My biggest and most shocking surprise came this week. A day before announcing to me that he was going to fire my troublesome former roommate, my boss told me that beginning next year, I would be the school’s education director. He was handing over many of his responsibilities to me because in the last two years he has lost both his father and mother to cancer. His father established this school. Some of the school’s textbooks were written by his father. In the last five years my boss has lost seven family members to cancer. His mother died three weeks ago. An uncle of his that I met two weeks ago is battling cancer, but the prognosis is good. The family has a cancer gene, I was told.

I am to be the boss’ right hand at the school, he says. He told me that for two years he had waited for an English teacher like me. He is not very pleased with my two American colleague’s work, but he obviously feels that in me he got a long waited for prize.

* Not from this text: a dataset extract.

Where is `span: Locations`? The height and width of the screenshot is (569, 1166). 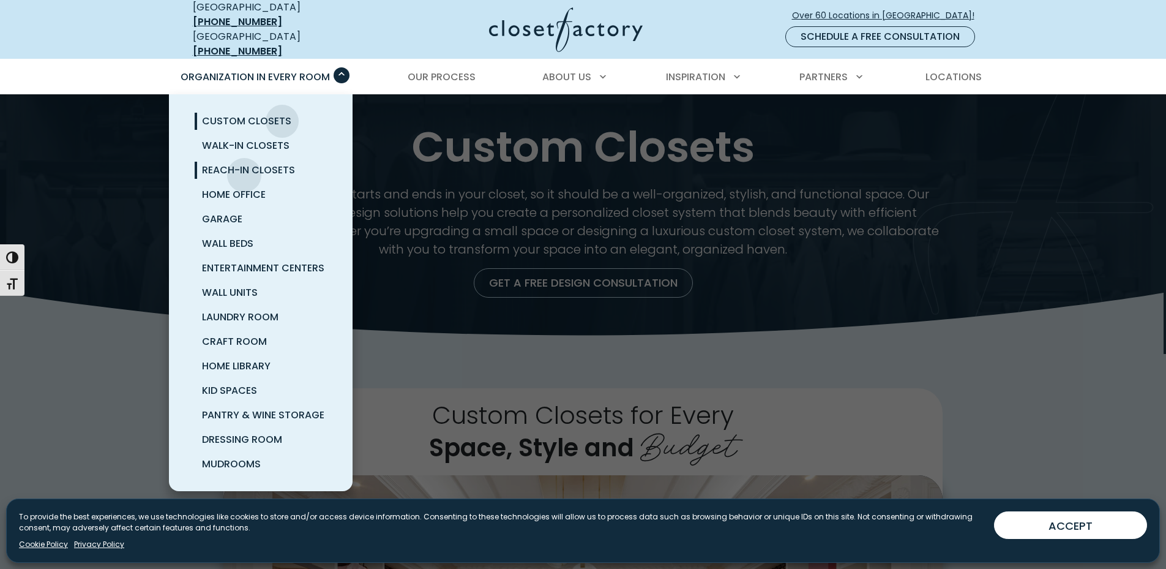
span: Locations is located at coordinates (954, 77).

I know I am going to be inundated by work and many responsibilities. From what I have observed here in Turkey, when an employee is good at what he or she does, they are inundated.

I have already mentioned to my boss some of the innovations I want to introduce to make the school function better, and he has not said no. He says that I will have to be tough. By nature, I am a shy person. I may seem tough on the internet, but I am a softie. Still there is a toughness that I will not relinquish when confronted or when my principles are attacked.

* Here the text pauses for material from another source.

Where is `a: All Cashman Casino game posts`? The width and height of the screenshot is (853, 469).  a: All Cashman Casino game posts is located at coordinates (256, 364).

My boss and the other members of the management feel that I have a temperament similar to the Turks. I am “emotional like eastern people,” my boss says. I actually despise American individualism and “dog eat dog” ways of doing things, so how things function here in Turkey is right up my alley in many ways. The Turkish staff operates like a family. There are disagreements and disorganization, but in the end things are worked out.

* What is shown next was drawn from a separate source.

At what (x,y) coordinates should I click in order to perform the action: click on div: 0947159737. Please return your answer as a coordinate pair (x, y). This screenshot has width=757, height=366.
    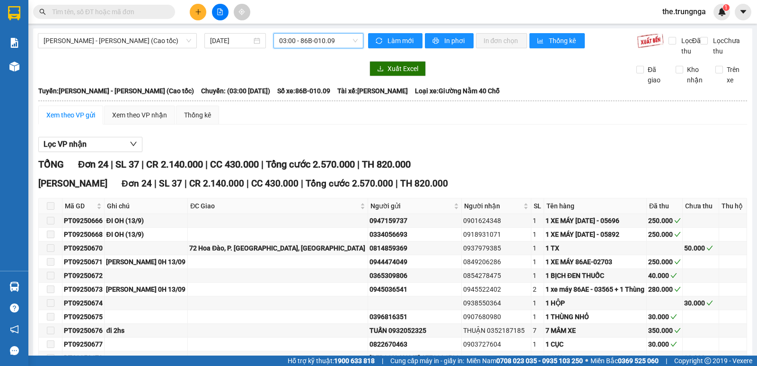
    Looking at the image, I should click on (414, 220).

I was never fully American in my ways. I am American and always will be, but I am a product of a slower, more generous and gentler time. I am very much like

my maternal grandparents, who were rather “Turkish” in their ways and who were products of the 19th century. My boss has seemed my efficiency, dedication, and honesty at the school. He told me that he has observed me, and after speaking with his wife, one of the other managers, and the head teacher, they all believe that I am the best pick to oversee all issues concerning the other foreign teachers, the school’s students, and the some of the school’s, especially classroom and class organization.

I do not have the time or energy to continue here. I want to continue blogging, but my life is truly moving into a different dimension now. There is more I could, but maybe I will way until later.

I have had what I call an “Obama rise.” Like him, I have risen very fast in a new area. In less than five years Barack Obama rose from being on a small local stage to the international one in a land I am sure he loves. I am in a land I love, and where I would love to stay. To have some of the staff here bow to me or to have a student kiss my hand is wonderful. My hand was never kissed in America. I had to go to first Africa and then Turkey for it to be kissed. It has been kissed several times. I love old world pleasantries, etc., because I am a romantic. I will go to my grave one. I am happy and humbled by all that has happened. I will nurse my achievements and my adventures with care. That was something the Ugly American did not do. She took so much for granted; so many people take so much for granted. My former roommate did not understand that even though the accolades can come, they have to be respected and never ever taken for granted.

Perhaps in about a month I will be blogging again regularly, but if I came not, I will be dropping a post here and there of my times here and the things from the past and the present that I love.